This asset protection Q&A for business owners recap distills the most common questions from our Tax Strategy & Asset Protection for Business Owners webinar—covering LLC structuring, trusts, insurance, day-to-day compliance, and more. Below you’ll find concise answers you can act on.
No. Placing property in your operating company ties a valuable asset directly to your riskiest activities. The safer strategy is to hold real estate in a separate LLC or holding entity and lease it back to the operating company at fair market rates. This separation preserves liability protection and creates clear, deductible lease payments.
There’s no one-size-fits-all rule. The trigger is risk: if one business activity could realistically threaten another, separate them. A common example is keeping intellectual property or equipment in its own LLC rather than inside the operating company. Each entity should have its own books, bank account, and contracts.
Vendors and landlords often ask for personal guarantees. Signing one doesn’t dissolve your LLC, but it does make you personally liable for that specific contract. Limit guarantees when possible and negotiate caps or burn-off provisions. Otherwise, one bad deal can bypass your entity protections.
Trusts are valuable planning tools, but they aren’t magic shields. Revocable trusts don’t protect assets from creditors—they’re mainly for probate and estate planning. Irrevocable trusts can provide protection, but come with restrictions and higher tax rates. Trusts work best as part of a larger plan with LLCs and corporations.
Every time assets move into a new entity, update your policies. Make sure the correct LLC or corporation is named as the insured, and add related entities as additional insureds. Overlooking this step is one of the fastest ways to lose coverage when you need it most.
The small things matter: sign contracts with your title, never mix personal and business funds, document intercompany transactions, and keep each entity’s records up to date. Courts and the IRS look for consistency—habits are as important as structure.
If you operate across state lines, register properly in each state, with payroll and tax filings to match. Otherwise, an opponent could argue you were “doing business” without authority, undermining your protection. Remote workers also trigger state nexus—don’t ignore it.
For IRS guidance on business structures and tax responsibilities, see the IRS Business Structures Guide.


■ **Action item**: Gather all lines from the material that contain the word "structured".

■ **Study material**:
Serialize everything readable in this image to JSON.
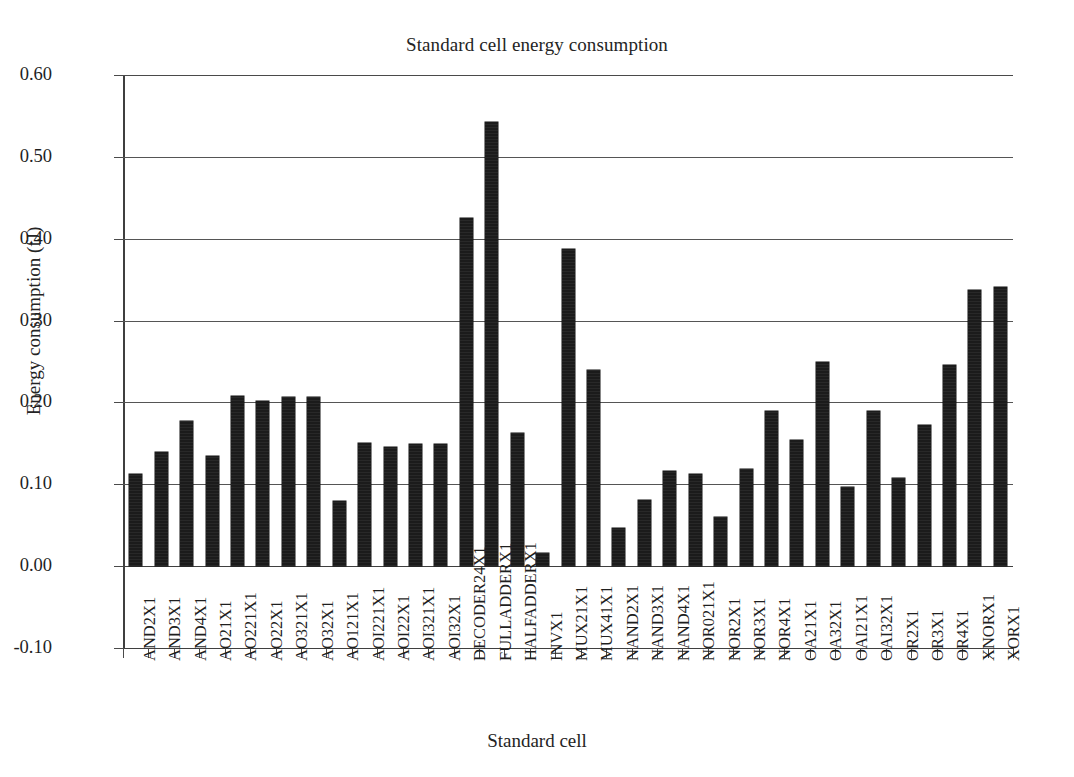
{
  "chart_data": {
    "type": "bar",
    "title": "Standard cell energy consumption",
    "xlabel": "Standard cell",
    "ylabel": "Energy consumption (fJ)",
    "ylim": [
      -0.1,
      0.6
    ],
    "ytick_labels": [
      "0.60",
      "0.50",
      "0.40",
      "0.30",
      "0.20",
      "0.10",
      "0.00",
      "-0.10"
    ],
    "ytick_values": [
      0.6,
      0.5,
      0.4,
      0.3,
      0.2,
      0.1,
      0.0,
      -0.1
    ],
    "grid": true,
    "legend": false,
    "bar_color": "#1b1b1b",
    "categories": [
      "AND2X1",
      "AND3X1",
      "AND4X1",
      "AO21X1",
      "AO221X1",
      "AO22X1",
      "AO321X1",
      "AO32X1",
      "AO121X1",
      "AOI221X1",
      "AOI22X1",
      "AOI321X1",
      "AOI32X1",
      "DECODER24X1",
      "FULLADDERX1",
      "HALFADDERX1",
      "INVX1",
      "MUX21X1",
      "MUX41X1",
      "NAND2X1",
      "NAND3X1",
      "NAND4X1",
      "NOR021X1",
      "NOR2X1",
      "NOR3X1",
      "NOR4X1",
      "OA21X1",
      "OA32X1",
      "OAI21X1",
      "OAI32X1",
      "OR2X1",
      "OR3X1",
      "OR4X1",
      "XNORX1",
      "XORX1"
    ],
    "values": [
      0.112,
      0.139,
      0.177,
      0.135,
      0.208,
      0.202,
      0.207,
      0.207,
      0.079,
      0.15,
      0.146,
      0.149,
      0.149,
      0.425,
      0.543,
      0.163,
      0.016,
      0.388,
      0.24,
      0.047,
      0.081,
      0.116,
      0.112,
      0.06,
      0.119,
      0.19,
      0.154,
      0.249,
      0.097,
      0.19,
      0.108,
      0.172,
      0.246,
      0.337,
      0.341
    ],
    "units": "fJ"
  }
}
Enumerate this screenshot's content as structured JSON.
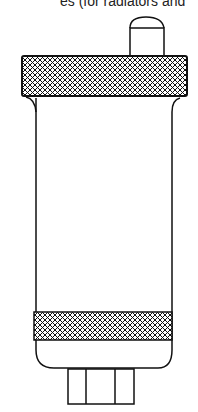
{
  "caption": "es (for radiators and",
  "diagram": {
    "parts": [
      "top-cap",
      "top-hatched-band",
      "body",
      "bottom-hatched-band",
      "base-connector"
    ],
    "stroke_color": "#111111",
    "hatch": "cross-hatch"
  }
}
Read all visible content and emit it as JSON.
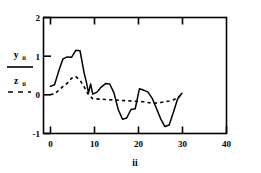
{
  "chart_data": {
    "type": "line",
    "title": "",
    "xlabel": "ii",
    "ylabel": "",
    "xlim": [
      -1.6,
      41.5
    ],
    "ylim": [
      -1,
      2
    ],
    "xticks": [
      0,
      10,
      20,
      30,
      40
    ],
    "xticklabels": [
      "0",
      "10",
      "20",
      "30",
      "40"
    ],
    "yticks": [
      -1,
      0,
      1,
      2
    ],
    "yticklabels": [
      "-1",
      "0",
      "1",
      "2"
    ],
    "grid": false,
    "legend_position": "outside-left",
    "frame": "box",
    "series": [
      {
        "name": "y_ii",
        "label_main": "y",
        "label_sub": "ii",
        "style": "solid",
        "color": "#000000",
        "x": [
          0,
          1,
          2,
          3,
          4,
          5,
          6,
          7,
          8,
          8.5,
          9,
          9.5,
          10,
          11,
          12,
          13,
          14,
          15,
          16,
          17,
          18,
          19,
          20,
          21,
          22,
          23,
          24,
          25,
          26,
          27,
          28,
          29,
          30,
          31
        ],
        "values": [
          0.22,
          0.26,
          0.62,
          0.93,
          0.98,
          0.97,
          1.15,
          1.14,
          0.55,
          0.33,
          0.05,
          0.28,
          0.02,
          0.07,
          0.2,
          0.29,
          0.28,
          0.05,
          -0.38,
          -0.63,
          -0.6,
          -0.38,
          -0.36,
          0.16,
          0.12,
          0.07,
          -0.09,
          -0.35,
          -0.62,
          -0.82,
          -0.78,
          -0.45,
          -0.1,
          0.04
        ]
      },
      {
        "name": "z_ii",
        "label_main": "z",
        "label_sub": "ii",
        "style": "dashed",
        "color": "#000000",
        "x": [
          0,
          1,
          2,
          3,
          4,
          5,
          6,
          7,
          8,
          9,
          10,
          22,
          23,
          24,
          25,
          26,
          27,
          28,
          29,
          30,
          31
        ],
        "values": [
          0.01,
          0.02,
          0.12,
          0.22,
          0.3,
          0.43,
          0.47,
          0.38,
          0.2,
          0.0,
          -0.1,
          -0.18,
          -0.2,
          -0.22,
          -0.21,
          -0.2,
          -0.18,
          -0.16,
          -0.13,
          -0.08,
          0.03
        ]
      }
    ]
  },
  "legend": {
    "entry_y_main": "y",
    "entry_y_sub": "ii",
    "entry_z_main": "z",
    "entry_z_sub": "ii"
  },
  "axis": {
    "x_title": "ii"
  }
}
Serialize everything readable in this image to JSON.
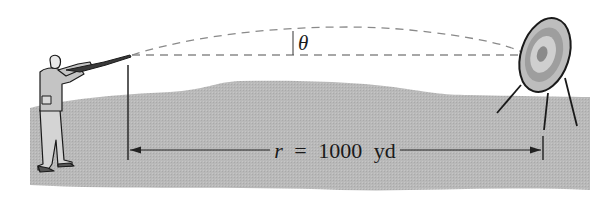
{
  "figure": {
    "angle_label": "θ",
    "range_label": {
      "variable": "r",
      "equals": "=",
      "value": "1000",
      "unit": "yd",
      "full": "r = 1000 yd"
    }
  },
  "colors": {
    "background": "#ffffff",
    "ground": "#b9b9b9",
    "ink": "#1a1a1a",
    "dashed": "#8a8a8a",
    "figure_fill": "#c8c8c8",
    "target_outer": "#bdbdbd",
    "target_ring": "#9a9a9a",
    "target_inner": "#d0d0d0",
    "target_center": "#8a8a8a"
  }
}
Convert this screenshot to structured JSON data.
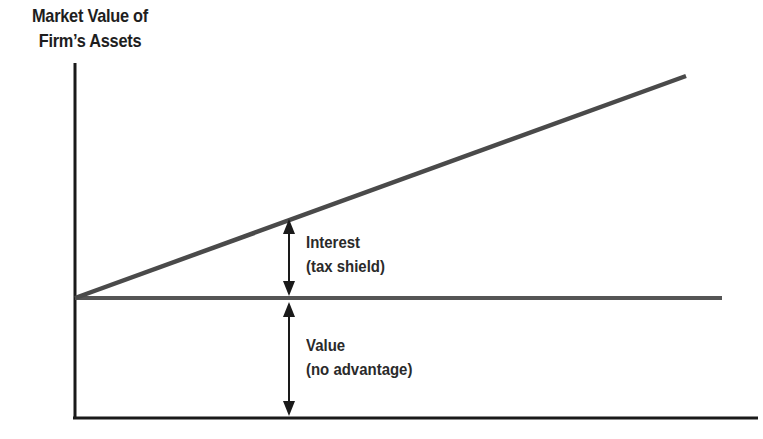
{
  "diagram": {
    "y_axis_label": {
      "line1": "Market Value of",
      "line2": "Firm’s Assets"
    },
    "x_axis_label": "",
    "lines": [
      {
        "name": "levered-firm-value",
        "description": "Sloped line rising from origin",
        "from": [
          75,
          298
        ],
        "to": [
          686,
          76
        ],
        "color": "#4a4a4a"
      },
      {
        "name": "unlevered-firm-value",
        "description": "Horizontal line",
        "from": [
          75,
          298
        ],
        "to": [
          722,
          298
        ],
        "color": "#555555"
      }
    ],
    "annotations": [
      {
        "line1": "Interest",
        "line2": "(tax shield)"
      },
      {
        "line1": "Value",
        "line2": "(no advantage)"
      }
    ],
    "colors": {
      "axis": "#1a1a1a",
      "sloped_line": "#4a4a4a",
      "flat_line": "#555555",
      "text": "#2a2a2a"
    }
  }
}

■ **Answer below**:
Enumerate this screenshot's content as structured JSON.
Convert this screenshot to structured JSON data.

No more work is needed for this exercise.